In my previous post, I summarized mindfulness as “the awareness that arises from paying attention, on purpose, in the present moment and non-judgmentally.” I’d like to explain more about staying in the present moment – or experiencing “What Is.”
One way of approaching this is by looking at the brain. The brain’s left hemisphere is the part that analyzes what we experience. It wants to name it, categorize it, pigeonhole it, and conceptualize it. Then to us, it is known. Alan Watts (a Zen pioneer in the West) said, and I am paraphrasing here, “You can’t know Beethoven’s genius by studying every semiquaver of his music.” We cannot know a thing by putting together all the parts of its puzzle. We cannot know a tree simply because we can define it as a maple, or ponderosa pine. What it is is far more (or less) than that.

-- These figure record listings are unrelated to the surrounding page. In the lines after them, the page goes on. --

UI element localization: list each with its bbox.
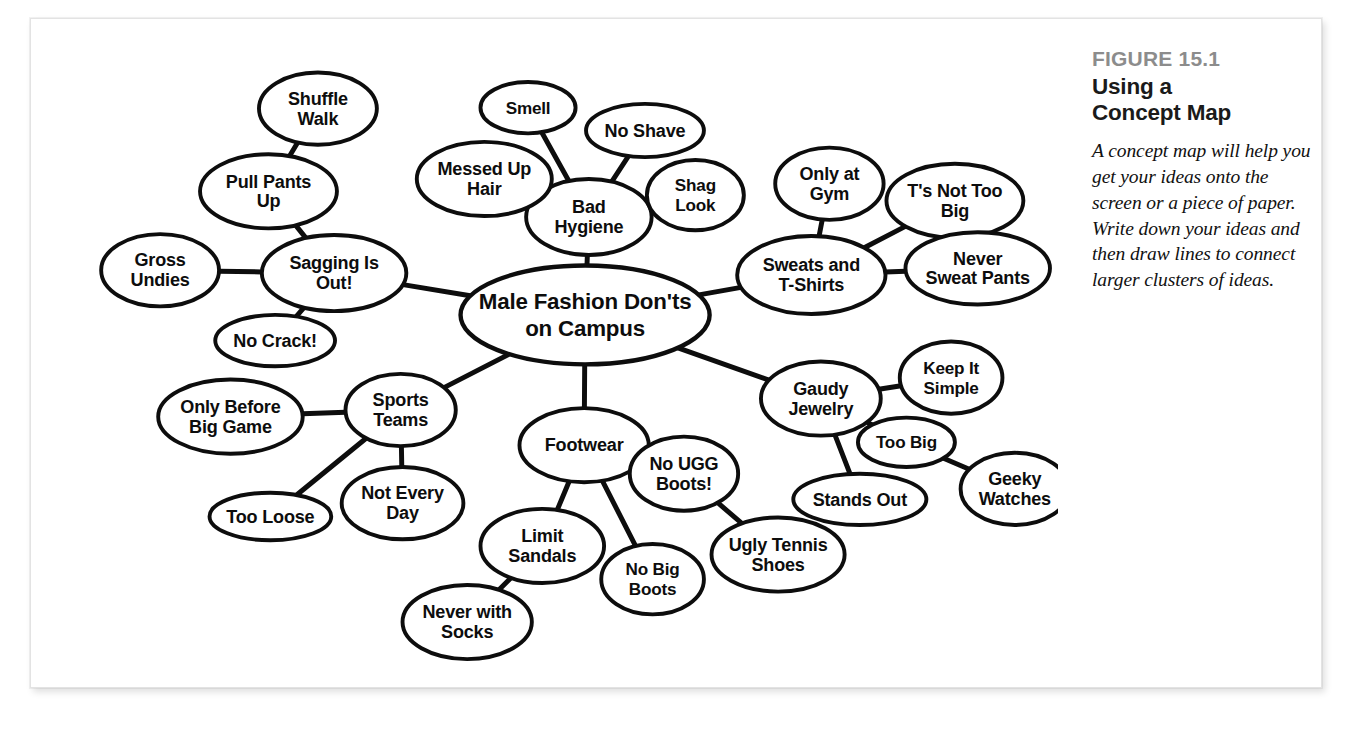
figure-caption: FIGURE 15.1 Using a Concept Map A concep… xyxy=(1092,48,1314,293)
figure-title-line-1: Using a xyxy=(1092,74,1314,100)
concept-edge xyxy=(612,156,629,182)
node-label: Footwear xyxy=(545,435,624,455)
node-label: Too Big xyxy=(876,433,937,452)
concept-edge xyxy=(864,226,905,247)
concept-node[interactable]: Not EveryDay xyxy=(342,467,464,539)
figure-title: Using a Concept Map xyxy=(1092,74,1314,125)
concept-node[interactable]: Sagging IsOut! xyxy=(262,235,407,311)
concept-node[interactable]: GaudyJewelry xyxy=(761,362,881,436)
figure-page: Male Fashion Don'tson CampusSagging IsOu… xyxy=(0,0,1354,733)
node-label: GeekyWatches xyxy=(979,469,1051,509)
concept-node[interactable]: Only BeforeBig Game xyxy=(158,380,303,454)
node-label: No BigBoots xyxy=(626,560,680,599)
concept-node[interactable]: T's Not TooBig xyxy=(886,164,1023,238)
node-label: Only BeforeBig Game xyxy=(180,397,280,437)
concept-node[interactable]: Smell xyxy=(480,82,575,133)
concept-node[interactable]: Pull PantsUp xyxy=(200,154,337,228)
concept-edge xyxy=(403,285,470,296)
concept-node[interactable]: Too Big xyxy=(858,418,955,467)
node-layer: Male Fashion Don'tson CampusSagging IsOu… xyxy=(101,72,1058,659)
concept-edge xyxy=(718,503,742,524)
concept-edge xyxy=(290,143,298,157)
concept-edge xyxy=(303,412,346,414)
concept-edge xyxy=(699,287,741,295)
node-label: ShagLook xyxy=(675,176,716,215)
concept-edge xyxy=(944,458,970,469)
concept-node[interactable]: Messed UpHair xyxy=(417,142,552,216)
concept-node[interactable]: Too Loose xyxy=(210,493,332,541)
concept-node[interactable]: No Crack! xyxy=(215,315,335,366)
node-label: No UGGBoots! xyxy=(649,454,718,494)
node-label: No Crack! xyxy=(233,331,317,351)
concept-map-svg: Male Fashion Don'tson CampusSagging IsOu… xyxy=(38,24,1058,680)
concept-node[interactable]: ShuffleWalk xyxy=(259,72,377,144)
concept-node[interactable]: GrossUndies xyxy=(101,234,219,306)
concept-edge xyxy=(678,348,769,380)
node-label: Too Loose xyxy=(226,507,314,527)
node-label: No Shave xyxy=(605,121,686,141)
concept-edge xyxy=(879,386,901,390)
concept-edge xyxy=(296,225,306,238)
figure-title-line-2: Concept Map xyxy=(1092,100,1314,126)
concept-edge xyxy=(602,481,635,546)
concept-node[interactable]: No BigBoots xyxy=(601,544,704,614)
concept-node[interactable]: Only atGym xyxy=(775,148,883,220)
node-label: Stands Out xyxy=(813,490,908,510)
concept-edge xyxy=(444,354,509,388)
concept-map: Male Fashion Don'tson CampusSagging IsOu… xyxy=(38,24,1058,680)
concept-node[interactable]: LimitSandals xyxy=(480,509,604,583)
concept-edge xyxy=(499,578,511,590)
concept-node[interactable]: Sweats andT-Shirts xyxy=(737,236,885,314)
concept-edge xyxy=(219,271,262,272)
concept-node[interactable]: Male Fashion Don'tson Campus xyxy=(461,265,710,364)
concept-edge xyxy=(819,220,822,237)
concept-node[interactable]: No UGGBoots! xyxy=(630,437,738,511)
concept-edge xyxy=(557,481,569,510)
node-label: Keep ItSimple xyxy=(923,359,979,398)
concept-edge xyxy=(835,435,850,474)
concept-node[interactable]: GeekyWatches xyxy=(961,453,1058,525)
concept-node[interactable]: Never withSocks xyxy=(403,585,532,659)
concept-node[interactable]: Stands Out xyxy=(793,474,926,525)
node-label: Smell xyxy=(506,99,551,118)
node-label: GaudyJewelry xyxy=(788,379,853,419)
concept-node[interactable]: SportsTeams xyxy=(345,374,455,446)
concept-edge xyxy=(885,271,905,272)
node-label: GrossUndies xyxy=(131,250,190,290)
node-label: SportsTeams xyxy=(373,390,429,430)
concept-node[interactable]: No Shave xyxy=(586,104,704,157)
concept-node[interactable]: ShagLook xyxy=(647,160,744,230)
figure-number: FIGURE 15.1 xyxy=(1092,48,1314,70)
concept-node[interactable]: Keep ItSimple xyxy=(900,342,1003,414)
figure-body-text: A concept map will help you get your ide… xyxy=(1092,138,1314,292)
concept-node[interactable]: Ugly TennisShoes xyxy=(712,517,845,591)
concept-node[interactable]: NeverSweat Pants xyxy=(905,232,1050,304)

To really know something, we need to pay attention to it in a different way than we habitually do. We need to move closer to it and see it from our hearts. As our distance from it becomes less, the experience or object becomes more real. Life can become more intimate and real as well. As we move closer to our experiences, we can see that they are not owned – not my experience – just experience itself.
To fully stay in the moment, try to quiet your mind and put down the burden of self-definition. Focus on the sounds, tastes, smells, sensations, thoughts, and feelings you are experiencing. Doing this, even for a moment, can help you widen your sense of who you are.